I will let you decide for yourself if Maximum Overdrive!! led to this or not. What I will say is that after months of front-foot, dominant play, D.C. suddenly looked sluggish and worn down when autumn arrived, and once their press was broken they were easy meat for any team that could string three passes together.
Playing the most important games of the year without your best players has a high cost.
2022 Preview
Five Players to Build Upon:
- Najar (RCB): If he stays healthy he is a unique and game-changing weapon. And, just from a neutral point of view, he’s fun as hell.
- Gressel (RWB): One of the best crosses of the ball the league’s ever seen, Gressel is a two-way asset and had natural chemistry with Najar.
- Arriola (RW/AM): In Arriola’s 20 starts they went 10-8-2 with a +12 goal differential. In the 14 (as of this writing) without him, they were 4-7-3 with a -9 goal differential. He’s irreplaceable.
- Paredes (LW/LWB): He’s like a bolt of lightning. The 18-year-old Homegrown is Brenden Aaronson-esque in how he’s always a step ahead of everyone around him in reading – and capitalizing upon – transition moments. Like Najar a decade ago, he will eventually be sold to a Champions League club.
- Brendan Hines-Ike (CB): For 1000 minutes Hines-Ike looked like a real solution for D.C. in the middle of that backline. If they can get him back (he was on loan from Belgium's KV Kortrijk) and get 2500 minutes out of him next year, that significantly increases their prospects.
Offseason Priority:
D.C. don’t exactly sit at the big boys’ table when it comes to international signings, so I think it’s naive to say “they need to buy out Edison Flores and replace him with a high-level No. 10.” What’s more likely – and what could have a more widespread application given the teamwide injury issues – is they have to figure out how to do a better job of keeping their guys fit and on the field.
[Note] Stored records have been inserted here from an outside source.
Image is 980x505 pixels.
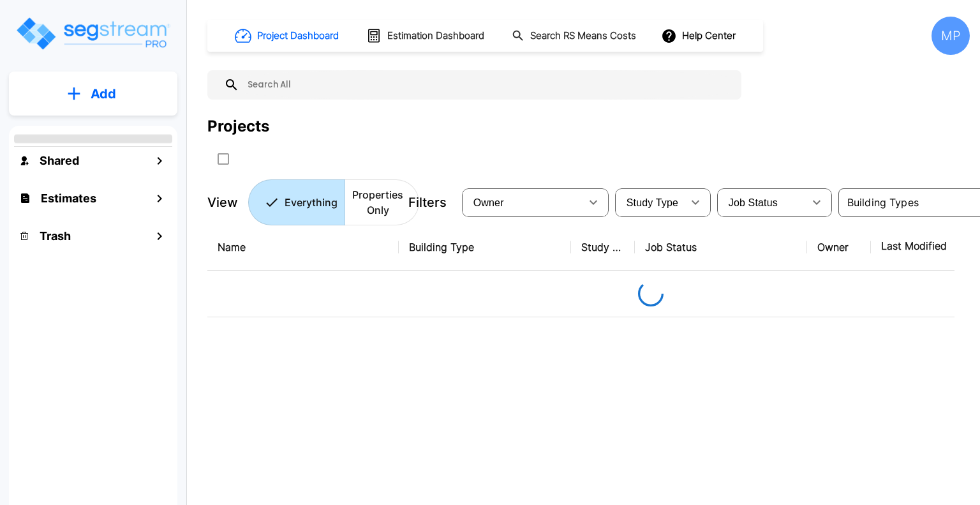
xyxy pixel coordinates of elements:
[40,227,71,244] h1: Trash
[207,193,238,212] p: View
[207,224,399,271] th: Name
[931,17,970,55] div: MP
[15,15,171,51] img: Logo
[808,224,871,271] th: Owner
[617,185,683,220] div: Select
[399,224,571,271] th: Building Type
[257,28,339,43] h1: Project Dashboard
[230,22,346,50] button: Project Dashboard
[249,180,345,226] button: Everything
[352,187,403,218] p: Properties Only
[240,70,735,100] input: Search All
[211,146,236,172] button: SelectAll
[635,224,808,271] th: Job Status
[285,195,338,210] p: Everything
[207,115,269,138] div: Projects
[720,185,804,220] div: Select
[659,24,741,48] button: Help Center
[729,197,778,208] span: Job Status
[571,224,635,271] th: Study Type
[507,24,643,49] button: Search RS Means Costs
[40,152,79,169] h1: Shared
[9,75,178,112] button: Add
[473,197,504,208] span: Owner
[345,180,419,226] button: Properties Only
[627,197,678,208] span: Study Type
[464,185,581,220] div: Select
[409,193,447,212] p: Filters
[531,28,636,43] h1: Search RS Means Costs
[387,28,485,43] h1: Estimation Dashboard
[41,189,96,207] h1: Estimates
[90,84,116,103] p: Add
[361,22,492,50] button: Estimation Dashboard
[249,180,419,226] div: Platform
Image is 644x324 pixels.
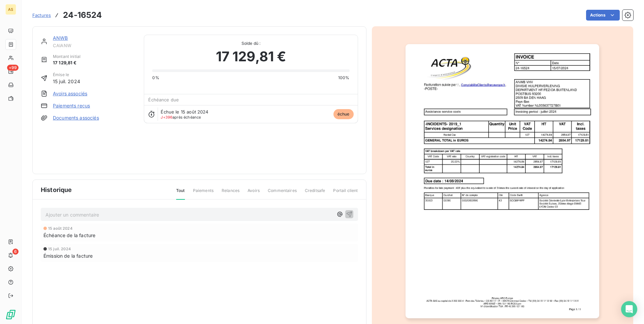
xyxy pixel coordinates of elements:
span: Émise le [53,72,80,78]
span: Échue le 15 août 2024 [161,109,208,114]
span: Montant initial [53,53,81,60]
span: Factures [32,12,51,18]
span: après échéance [161,115,201,119]
a: ANWB [53,35,68,41]
span: Creditsafe [305,188,325,199]
a: Avoirs associés [53,90,87,97]
span: 100% [338,75,350,81]
span: 15 août 2024 [48,226,72,230]
span: Émission de la facture [43,252,92,259]
span: Tout [176,188,185,200]
span: Portail client [333,188,358,199]
span: Paiements [193,188,214,199]
span: Avoirs [247,188,260,199]
span: CAIANW [53,43,136,48]
span: échue [333,109,354,119]
div: Open Intercom Messenger [621,301,637,318]
button: Actions [586,10,619,20]
img: Logo LeanPay [5,309,16,320]
span: 15 juil. 2024 [48,247,71,251]
img: invoice_thumbnail [406,44,599,318]
h3: 24-16524 [63,9,102,21]
span: Relances [222,188,239,199]
span: Solde dû : [152,41,349,47]
a: Documents associés [53,114,99,121]
span: 0% [152,75,159,81]
span: Échéance due [148,97,179,103]
span: 15 juil. 2024 [53,78,80,85]
span: +99 [7,65,19,71]
span: 17 129,81 € [53,60,81,66]
span: 6 [12,249,19,254]
span: J+396 [161,115,173,120]
a: Paiements reçus [53,103,90,109]
span: Historique [41,186,72,195]
span: Commentaires [268,188,297,199]
a: Factures [32,12,51,19]
div: AS [5,4,16,15]
span: 17 129,81 € [216,47,286,67]
span: Échéance de la facture [43,232,95,239]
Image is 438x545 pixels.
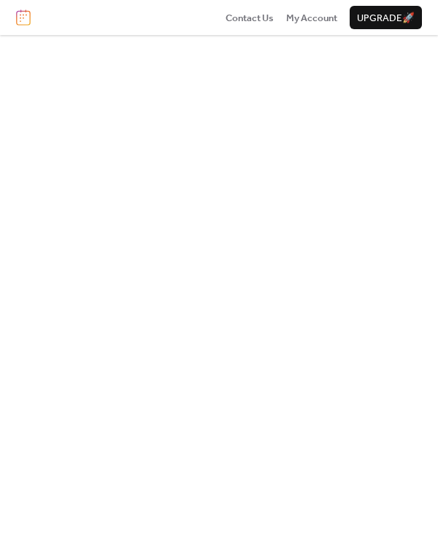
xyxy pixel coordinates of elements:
[357,11,414,26] span: Upgrade 🚀
[286,10,337,25] a: My Account
[349,6,422,29] button: Upgrade🚀
[225,10,274,25] a: Contact Us
[225,11,274,26] span: Contact Us
[16,9,31,26] img: logo
[286,11,337,26] span: My Account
That obviously includes Flores, the Peruvian attacker who was one of Liga MX’s best players in 2019 and made so, so much sense as a target for any MLS team. But his two years with D.C. have provided just 2g/8a in a shade under 1900 minutes, and that ain’t great from the team’s only true DP.
Flores is under contract through 2024 and they need him to be available and, at the least, pretty good. They also need more of Arriola, and Steve Birnbaum, and Bill Hamid in goal, and Russell Canouse at d-mid and basically everyone else who missed time over the past two years. Putting resources toward that is a more important job this offseason than recruitment.